In the Same Room: The Ethics and Politics of Space

Maria Gould?(@microform)

When it came time for the last talk of the last panel of the Simmons GSLIS 2nd Annual Graduate Symposium, presenter Eva Rios-Alvarado took a moment to acknowledge her presence: “It’s hard to be a librarian in a roomful of archivists,” she quipped. The statement served to lighten the late-afternoon mood and also set the tone for the talk that followed.

I was not in the room when this happened. I was 3,000 miles away in my San Francisco apartment, watching the Symposium via livestream as part of my ongoing efforts as an online student to remain connected to a campus that happens to be on the other side of the country.

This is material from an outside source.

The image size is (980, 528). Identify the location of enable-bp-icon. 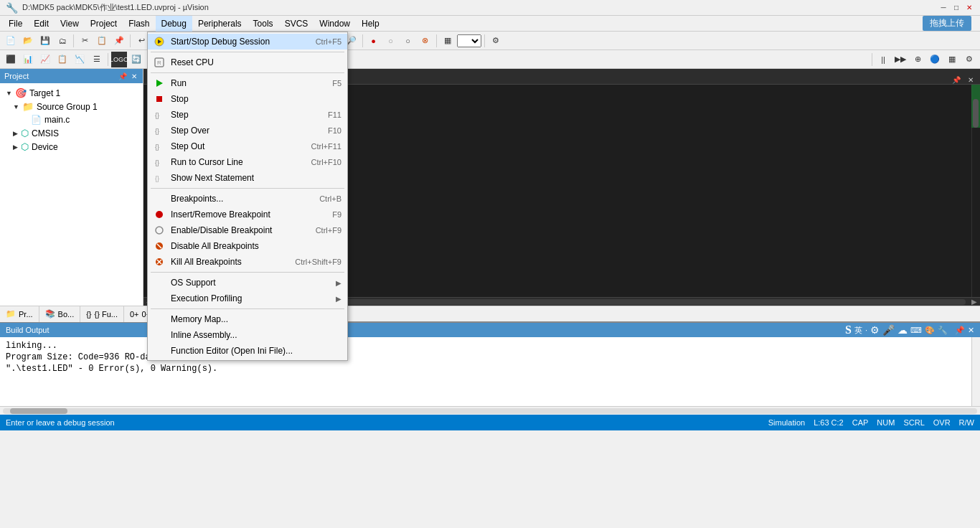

As I have been processing my thoughts about and reactions to the Symposium over the past week, this particular moment stands out to me for several reasons: Rios-Alvarado’s spontaneous remark encapsulates a number of themes that emerged from the panels; it pinpoints what I understand to be a complicated distinction in LIS programs between different types of students, and it at once confuses and clarifies my own experience as someone new to these fields who interacts with them from a distance.

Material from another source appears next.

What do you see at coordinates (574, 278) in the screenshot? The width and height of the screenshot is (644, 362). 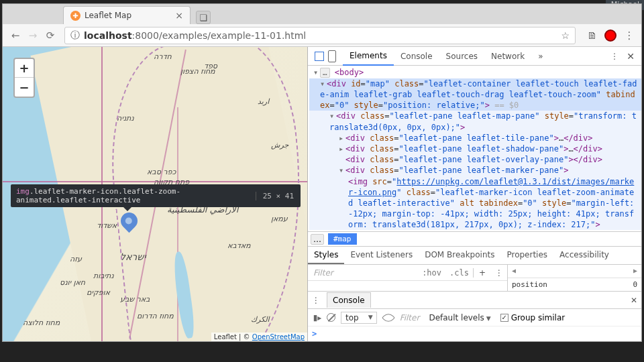 I see `box-model: ◀ ▶ position0` at bounding box center [574, 278].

These thoughts can be expressed with a single question:?what does it mean to be in the same room together??For several of the panelists, this question might take different forms: for Elizabeth McGorty, these means building bridges between the archival and performing arts communities, whereas for Jessica Bennett, it could be the potential opportunities in exploring new ways to cultivate the public’s engagement with art. Astrid Drew’s talk on cultural identity among the Swedish-American community in Rhode Island outlined the particular contours of an in-between territory in which the distinctions are blurred between subject and scholarship. Kristen Schuster extended this idea of the “third space” to the architectural history of public libraries, explaining how the spatial orientation of libraries has evolved relative to librarians’ relationships with patrons as well as changing practices and priorities of information organization.

The conversation took a more theoretical turn with the final panel of the day. Genna Duplisea challenged fellow archivists to think critically about the idea of activism–to identify their own positionality and recognize that the archival process never occurs in a neutral space. Rios-Alvarado and colleague?Ren?e Elizabeth Neely sought to move the conversation beyond activism, focusing on the complex dynamic between memory, history, and archives.

As these panelists demonstrated (and I should note here that I’ve only highlighted a portion of the day’s talks–my West Cost time zone got in the way of my participation in the first half of the Symposium), it certainly does mean something to be in the “same room,” although what this means is constantly in flux and contingent on local conditions. What remains the same, however, is the idea that both archivists and librarians are always operating within and among a community–or communities. We must understand the shapes that these communities take, the inherent promises and challenges the contain, and the unique but overlapping?responsibilities?of each person in the room. From my room in San Francisco, I thought about my own space and my own role and about the memory and positionality I will bring with me as I make the transition from a student into what comes next.

Review the Symposium program here.

Panel broadcasts are available here.